‘The Secret History’ by Donna Tartt

Mount Readmore Book Review 2018, 136/200

29044

Audiobook Edition

Finished on 9/10/2018

Goodreads

Genres: Contemporary, Literary, Fiction, DNF

Unlikable People Drink: the Novelization

Spoiler-ific review

I’m not going to give this a rating because I didn’t finish it.

Not all books are for all people, and this is one such book for me. I have a rule of reading at least 50 pages before tapping out- a number which I more than doubled in this case. I gave this book a fair shot, so here’s my impression of this book based on my incomplete reading.

The prose was fantastic, some of the best I’ve ever read. This is my first venturing into the Literary Genre, so I’m not surprised that the prose was really good. The author gave this a lived-in narration feel to this book, with clear-yet-beautiful prose which was pleasant to read in and of itself.

The setting was flush and well drawn. The reader really feels the surreal experience of Richard’s school career along with him. Vermont feels like a rustic backwater, where the rich and indolent go to squander their wealth into oblivion.

The characterization was excellent in some ways, but meager in others.

The excellent: the author gave all the characters distinct physical descriptions and behavior, in her attempt to make them distinct. For example, you can’t trust Bunny because he’ll try to make you pay the check if you take him to a restaurant, and Richard is doing his best to fit in with a bunch of wealthy pretenders because he doesn’t know better since he’s too young. This is good characterization because in this way they are each unique.

However the author gave all the main characters uniform personality traits. It was hard for me to keep the characters straight because they were all greedy, snobby, pretentious alcoholics (except for Henry). To make things worse, the protagonist was something of a  mirror, reflecting the uniform personalities of his peers. This is bad characterization because in this way they are all identical. The only exception was Henry.

Okay, and here’s where things go down hill.

The pacing was just flat out bad.

On page one there’s a murder.
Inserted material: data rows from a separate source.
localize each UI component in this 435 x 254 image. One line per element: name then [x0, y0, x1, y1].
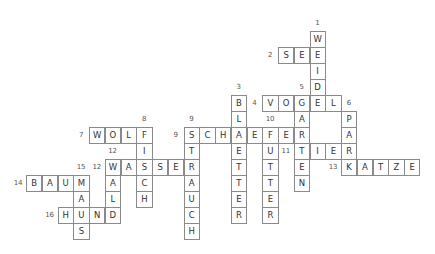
grid-cell[interactable]: C — [184, 207, 200, 224]
grid-cell[interactable]: W — [89, 127, 105, 144]
grid-cell[interactable]: L — [121, 127, 137, 144]
grid-cell[interactable]: R — [184, 159, 200, 176]
grid-cell[interactable]: B — [231, 95, 247, 112]
crossword-grid: WEIDESEBLAETTERVOGLARTENPARKWOLFISCHSCHE… — [0, 0, 435, 254]
clue-number-label: 16 — [42, 207, 58, 223]
grid-cell[interactable]: K — [341, 159, 357, 176]
grid-cell[interactable]: P — [341, 111, 357, 128]
grid-cell[interactable]: A — [42, 175, 58, 192]
clue-number-label: 8 — [136, 111, 152, 127]
grid-cell[interactable]: V — [262, 95, 278, 112]
grid-cell[interactable]: E — [294, 47, 310, 64]
grid-cell[interactable]: S — [278, 47, 294, 64]
grid-cell[interactable]: I — [136, 143, 152, 160]
grid-cell[interactable]: W — [105, 159, 121, 176]
grid-cell[interactable]: U — [58, 175, 74, 192]
grid-cell[interactable]: L — [105, 191, 121, 208]
grid-cell[interactable]: E — [325, 143, 341, 160]
grid-cell[interactable]: N — [89, 207, 105, 224]
grid-cell[interactable]: T — [294, 143, 310, 160]
grid-cell[interactable]: F — [262, 127, 278, 144]
clue-number-label: 6 — [341, 95, 357, 111]
grid-cell[interactable]: F — [136, 127, 152, 144]
grid-cell[interactable]: T — [262, 175, 278, 192]
grid-cell[interactable]: A — [357, 159, 373, 176]
grid-cell[interactable]: S — [136, 159, 152, 176]
clue-number-label: 7 — [73, 127, 89, 143]
grid-cell[interactable]: A — [341, 127, 357, 144]
grid-cell[interactable]: E — [310, 47, 326, 64]
grid-cell[interactable]: E — [310, 95, 326, 112]
grid-cell[interactable]: U — [73, 207, 89, 224]
grid-cell[interactable]: S — [184, 127, 200, 144]
grid-cell[interactable]: A — [105, 175, 121, 192]
grid-cell[interactable]: R — [262, 207, 278, 224]
clue-number-label: 1 — [310, 15, 326, 31]
grid-cell[interactable]: Z — [388, 159, 404, 176]
clue-number-label: 11 — [278, 143, 294, 159]
grid-cell[interactable]: S — [152, 159, 168, 176]
clue-number-label: 10 — [262, 111, 278, 127]
grid-cell[interactable]: R — [231, 207, 247, 224]
grid-cell[interactable]: E — [262, 191, 278, 208]
grid-cell[interactable]: W — [310, 31, 326, 48]
grid-cell[interactable]: E — [294, 159, 310, 176]
clue-number-label: 14 — [10, 175, 26, 191]
clue-number-label: 12 — [89, 159, 105, 175]
grid-cell[interactable]: H — [136, 191, 152, 208]
grid-cell[interactable]: T — [262, 159, 278, 176]
grid-cell[interactable]: U — [262, 143, 278, 160]
grid-cell[interactable]: B — [26, 175, 42, 192]
grid-cell[interactable]: E — [231, 191, 247, 208]
grid-cell[interactable]: E — [247, 127, 263, 144]
grid-cell[interactable]: A — [73, 191, 89, 208]
grid-cell[interactable]: C — [136, 175, 152, 192]
grid-cell[interactable]: L — [325, 95, 341, 112]
grid-cell[interactable]: E — [168, 159, 184, 176]
grid-cell[interactable]: A — [231, 127, 247, 144]
grid-cell[interactable]: U — [184, 191, 200, 208]
grid-cell[interactable]: D — [105, 207, 121, 224]
grid-cell[interactable]: T — [231, 159, 247, 176]
grid-cell[interactable]: A — [184, 175, 200, 192]
grid-cell[interactable]: R — [341, 143, 357, 160]
grid-cell[interactable]: S — [73, 223, 89, 240]
grid-cell[interactable]: T — [184, 143, 200, 160]
clue-number-label: 13 — [325, 159, 341, 175]
grid-cell[interactable]: M — [73, 175, 89, 192]
grid-cell[interactable]: I — [310, 63, 326, 80]
grid-cell[interactable]: T — [231, 175, 247, 192]
grid-cell[interactable]: E — [231, 143, 247, 160]
grid-cell[interactable]: H — [58, 207, 74, 224]
clue-number-label: 2 — [262, 47, 278, 63]
grid-cell[interactable]: H — [184, 223, 200, 240]
grid-cell[interactable]: I — [310, 143, 326, 160]
clue-number-label: 9 — [168, 127, 184, 143]
clue-number-label: 12 — [105, 143, 121, 159]
grid-cell[interactable]: D — [310, 79, 326, 96]
grid-cell[interactable]: O — [105, 127, 121, 144]
clue-number-label: 15 — [73, 159, 89, 175]
grid-cell[interactable]: A — [294, 111, 310, 128]
grid-cell[interactable]: T — [373, 159, 389, 176]
grid-cell[interactable]: G — [294, 95, 310, 112]
grid-cell[interactable]: O — [278, 95, 294, 112]
grid-cell[interactable]: L — [231, 111, 247, 128]
grid-cell[interactable]: R — [294, 127, 310, 144]
clue-number-label: 5 — [294, 79, 310, 95]
clue-number-label: 9 — [184, 111, 200, 127]
grid-cell[interactable]: C — [199, 127, 215, 144]
grid-cell[interactable]: N — [294, 175, 310, 192]
grid-cell[interactable]: E — [404, 159, 420, 176]
grid-cell[interactable]: A — [121, 159, 137, 176]
clue-number-label: 3 — [231, 79, 247, 95]
grid-cell[interactable]: H — [215, 127, 231, 144]
grid-cell[interactable]: E — [278, 127, 294, 144]
clue-number-label: 4 — [247, 95, 263, 111]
For the next one hundred and eight pages (or 5 hours if you’re listening the audiobook like me), there isn’t another mention of said murder again. I gave up at the 5 hour mark, so for all I know the murder is never discussed again.

By starting the book with a murder the author was basically saying ‘Look, I promise this book will get interesting with a murder! Just bare with me for hundreds of pages until the murder actually happens! Trust me!’ Well, I don’t trust the author, so I gave up. The first hundred pages were table setting, foreshadowing and buildup, with no payoff. And that lack of payoff was what caused me to give up.

If the pacing was bad, the plot flat out didn’t exist. Going back to the whole ‘Trust me!’ complaint from earlier, the author included a ton of characterization and setting descriptions, but left out anything which can resemble plot.

The word ‘plot’ is defined by wikipedia as follows: ‘Plot refers to the sequence of events inside a story which affect other events through the principle of cause and effect.’ Well, for the first hundred pages this book contains a slew of unrelated scenes which do not relate to one another in the cause-and-effect sort of way which generally entails a story unfolding, meaning there was no plot. The only thing which does happen is the main character getting drunk with his not-friends. Repeatedly.

In those hundred pages the author includes little phrases like ‘one day I would realize that this was foreshadowing’ or ‘I eventually learned that this was a plot point,’ as a fig leaf to assuage the need for plot. Well, guess what? Metatextual dictations by the narrator spoken directly to the reader do not count as plot, they count as fatty, lazy writing.

I like mystery novels. I’ve read hundreds of them. I’ve read Golden Age noir, Agatha Cristie, Conan Doyle, Rex Stout, and god knows how many cozies. I’ve watched countless mystery tv shows and movies. I know how mysteries work. I mean this in the best possible way, but the author of this book needs to brush up on how mysteries work. You do not, for example, string along your reader for hundreds of pages with bad pacing and absent plot.

I think the author has the potential to be a fantastic mystery novelist is she buckled down and read a few dozen mystery novels and developed the formula. I wanted to love this because I loved the prose, but the plot and pacing just was bad.